Danish children's television producer John Kenn Mortensen draws monsters on Post-it notes in his spare time under the alias Don Kenn. Obviously influenced by Edward Gorey, Mortensen's monsters are not Victorian or Edwardian, rather they are situated in the unconscious of the Millennial world, around suicide, child abuse, bullies, nightmares, a vengeful natural environment, ghosts of the past, and dreamlike beasts. Mortensen has a talent for capturing moments of extreme vulnerability and isolation in mundane circumstances, whether that involves nosy neighbours or a hike up a mountain. He also depicts situations in the everyday world where dangerous energy has accumulated. Some of Mortensen's Post-its remind me of Final Destination films, in which scares depend on hair-trigger coincidences, a vase left by a windowsill, a kettle boiling over near a sparking plug, the conversion of potential energy into kinetic energy.

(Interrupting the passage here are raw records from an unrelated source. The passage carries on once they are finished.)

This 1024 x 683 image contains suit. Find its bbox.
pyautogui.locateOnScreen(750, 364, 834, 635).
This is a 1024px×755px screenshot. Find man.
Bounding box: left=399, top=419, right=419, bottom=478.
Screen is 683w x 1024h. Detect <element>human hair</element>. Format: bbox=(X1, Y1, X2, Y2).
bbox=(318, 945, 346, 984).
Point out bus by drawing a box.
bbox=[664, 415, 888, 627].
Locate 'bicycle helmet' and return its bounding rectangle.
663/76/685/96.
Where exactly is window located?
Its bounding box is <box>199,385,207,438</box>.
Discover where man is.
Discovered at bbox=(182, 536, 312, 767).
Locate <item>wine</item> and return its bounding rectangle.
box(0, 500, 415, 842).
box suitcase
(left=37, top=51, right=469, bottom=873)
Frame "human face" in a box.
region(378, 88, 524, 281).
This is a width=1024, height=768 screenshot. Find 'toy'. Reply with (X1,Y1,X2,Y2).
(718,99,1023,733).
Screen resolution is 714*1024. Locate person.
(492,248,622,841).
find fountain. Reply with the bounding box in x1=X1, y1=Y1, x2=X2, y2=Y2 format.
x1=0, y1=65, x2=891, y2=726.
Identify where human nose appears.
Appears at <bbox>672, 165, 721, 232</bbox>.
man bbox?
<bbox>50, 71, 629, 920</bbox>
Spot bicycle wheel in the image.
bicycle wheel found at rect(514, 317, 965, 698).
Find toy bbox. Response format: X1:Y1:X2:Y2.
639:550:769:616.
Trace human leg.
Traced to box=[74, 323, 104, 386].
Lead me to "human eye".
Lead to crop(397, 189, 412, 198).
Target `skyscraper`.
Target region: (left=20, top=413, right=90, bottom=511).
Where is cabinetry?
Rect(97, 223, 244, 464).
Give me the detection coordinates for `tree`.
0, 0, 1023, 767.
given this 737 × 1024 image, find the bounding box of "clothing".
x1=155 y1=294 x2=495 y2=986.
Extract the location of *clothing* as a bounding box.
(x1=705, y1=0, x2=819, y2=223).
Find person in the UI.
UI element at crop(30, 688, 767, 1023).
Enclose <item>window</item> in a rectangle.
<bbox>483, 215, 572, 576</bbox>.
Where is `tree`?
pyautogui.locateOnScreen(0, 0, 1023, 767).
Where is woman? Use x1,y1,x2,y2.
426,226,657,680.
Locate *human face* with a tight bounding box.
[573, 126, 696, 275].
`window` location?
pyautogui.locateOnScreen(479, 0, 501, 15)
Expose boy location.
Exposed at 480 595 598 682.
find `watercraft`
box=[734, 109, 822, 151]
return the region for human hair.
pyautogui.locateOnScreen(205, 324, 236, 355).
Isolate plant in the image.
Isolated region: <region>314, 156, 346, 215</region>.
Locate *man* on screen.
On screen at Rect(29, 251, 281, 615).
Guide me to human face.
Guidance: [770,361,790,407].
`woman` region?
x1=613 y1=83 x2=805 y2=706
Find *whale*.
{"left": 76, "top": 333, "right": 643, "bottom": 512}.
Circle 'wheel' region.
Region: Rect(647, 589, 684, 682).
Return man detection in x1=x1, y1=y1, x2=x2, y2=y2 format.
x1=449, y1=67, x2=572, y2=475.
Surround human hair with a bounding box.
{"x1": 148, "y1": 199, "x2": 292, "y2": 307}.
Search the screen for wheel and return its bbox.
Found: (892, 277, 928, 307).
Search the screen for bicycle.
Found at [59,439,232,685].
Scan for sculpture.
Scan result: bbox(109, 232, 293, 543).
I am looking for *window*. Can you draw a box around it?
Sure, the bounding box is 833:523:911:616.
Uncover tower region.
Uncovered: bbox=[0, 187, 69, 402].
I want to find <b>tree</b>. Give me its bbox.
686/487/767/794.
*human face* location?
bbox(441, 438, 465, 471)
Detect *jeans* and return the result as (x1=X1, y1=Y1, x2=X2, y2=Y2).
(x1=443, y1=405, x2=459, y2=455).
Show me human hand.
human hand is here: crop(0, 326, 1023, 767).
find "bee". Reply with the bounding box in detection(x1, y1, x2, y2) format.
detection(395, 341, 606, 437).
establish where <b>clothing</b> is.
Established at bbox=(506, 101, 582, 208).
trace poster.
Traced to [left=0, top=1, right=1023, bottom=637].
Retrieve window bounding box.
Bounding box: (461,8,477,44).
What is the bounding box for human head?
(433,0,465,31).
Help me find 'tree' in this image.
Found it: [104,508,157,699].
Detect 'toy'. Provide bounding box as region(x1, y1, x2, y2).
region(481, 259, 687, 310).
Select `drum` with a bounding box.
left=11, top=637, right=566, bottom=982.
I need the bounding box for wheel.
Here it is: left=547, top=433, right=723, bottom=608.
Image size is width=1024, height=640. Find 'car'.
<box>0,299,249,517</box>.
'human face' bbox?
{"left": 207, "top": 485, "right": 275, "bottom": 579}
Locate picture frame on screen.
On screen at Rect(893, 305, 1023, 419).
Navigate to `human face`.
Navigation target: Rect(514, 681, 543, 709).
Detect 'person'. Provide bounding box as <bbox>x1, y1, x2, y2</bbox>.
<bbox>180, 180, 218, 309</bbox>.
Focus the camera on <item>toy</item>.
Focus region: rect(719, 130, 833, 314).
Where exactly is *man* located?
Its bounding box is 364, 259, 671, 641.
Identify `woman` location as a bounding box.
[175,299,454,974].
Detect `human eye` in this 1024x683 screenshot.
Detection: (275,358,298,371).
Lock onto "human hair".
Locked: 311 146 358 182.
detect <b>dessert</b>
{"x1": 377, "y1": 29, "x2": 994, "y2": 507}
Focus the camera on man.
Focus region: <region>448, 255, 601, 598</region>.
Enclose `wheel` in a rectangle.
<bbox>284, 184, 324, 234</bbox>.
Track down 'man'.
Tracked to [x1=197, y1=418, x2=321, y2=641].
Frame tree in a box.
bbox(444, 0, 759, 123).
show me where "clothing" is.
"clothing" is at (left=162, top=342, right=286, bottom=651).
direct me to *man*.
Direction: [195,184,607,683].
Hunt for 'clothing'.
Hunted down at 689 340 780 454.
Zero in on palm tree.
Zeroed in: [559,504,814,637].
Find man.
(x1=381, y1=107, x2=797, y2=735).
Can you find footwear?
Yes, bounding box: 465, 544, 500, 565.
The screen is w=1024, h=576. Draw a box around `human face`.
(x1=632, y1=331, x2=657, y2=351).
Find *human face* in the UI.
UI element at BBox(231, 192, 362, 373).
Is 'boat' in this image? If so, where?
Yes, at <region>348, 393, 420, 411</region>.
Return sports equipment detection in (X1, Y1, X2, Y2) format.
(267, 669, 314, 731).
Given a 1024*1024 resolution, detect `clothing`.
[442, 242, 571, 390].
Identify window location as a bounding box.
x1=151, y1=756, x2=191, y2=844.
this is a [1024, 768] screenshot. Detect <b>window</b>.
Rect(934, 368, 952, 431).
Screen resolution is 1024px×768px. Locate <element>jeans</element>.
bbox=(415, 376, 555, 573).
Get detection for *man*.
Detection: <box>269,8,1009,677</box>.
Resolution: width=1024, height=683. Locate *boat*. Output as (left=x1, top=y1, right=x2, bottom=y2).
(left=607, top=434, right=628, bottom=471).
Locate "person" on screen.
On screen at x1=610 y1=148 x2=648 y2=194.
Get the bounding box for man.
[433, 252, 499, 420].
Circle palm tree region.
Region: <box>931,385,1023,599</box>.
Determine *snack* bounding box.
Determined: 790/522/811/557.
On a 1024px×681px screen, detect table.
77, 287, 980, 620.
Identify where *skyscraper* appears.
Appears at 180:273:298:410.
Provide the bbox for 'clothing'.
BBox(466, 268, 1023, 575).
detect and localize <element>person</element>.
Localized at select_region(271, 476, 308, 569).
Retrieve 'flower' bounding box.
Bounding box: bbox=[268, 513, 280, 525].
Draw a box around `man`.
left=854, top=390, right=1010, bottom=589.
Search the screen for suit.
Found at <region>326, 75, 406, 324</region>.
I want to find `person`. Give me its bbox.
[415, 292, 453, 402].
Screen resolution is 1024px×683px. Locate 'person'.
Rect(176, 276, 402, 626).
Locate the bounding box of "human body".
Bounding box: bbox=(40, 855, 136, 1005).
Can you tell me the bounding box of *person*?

To shed light on the messages behind Mortensen's doodles, consider the great Viennese psychoanalysts from the turn of the last century. Sigmund Freud (1856-1939) argued that most horrors stemmed from repressed sexuality. Alfred Adler (1870-1937) claimed they came from the will to power as an individual violently molded his or her personality. Adler's ideas inspired a typology to classify personalities as 'getters and learners'; 'avoiders' who are overtly successful but never take risks; 'leaders or dominants'; and the 'socially useful.'
Finally, Carl Jung (1875-1961), founder of the school of analytical psychology, believed that monsters emerged from conflicting opposites in our natures, some of which were confined to individual perception, some of which were universally shared. Jung defined these opposites as the conscious and unconscious, and hypothesized that in western culture, consciousness (associated with Freud's Ego) was dominated by thinking and sensory sensation. The remaining two impulses - emotional feelings and intuition - were repressed and driven underground into the western unconscious. In this way, a stark line was drawn in the west between body and heart. Even now, decades after Jung's death, those who bring elements of the psyche into the material world are deemed in the west to be artistic (at best) or insane (at worst). This was not the case, according to Jung, in eastern cultures. He ignored the "modernized east," but his work on traditional eastern religions and texts led him to conclude that the eastern cultures widely accept "psychic reality."
The unconscious - a pool of symbols shared by all cultures - became a paradox in the west. It could be harnessed and applied to creative endeavours and innovation. Or it could be repressed and unleashed to deal with threats. The Jungian western unconscious turned upon itself during the two World Wars; aimed outward, it could prove a hidden reserve of violent ruthlessness to ensure the survival of western societies. Either way, Jungian theory indicated that westerners remain obsessed with exploiting the constructive and destructive power of polarities. They define themselves in terms of inclusion and exclusion, in terms of an inner world and an outer world, ever mindful of the walls between.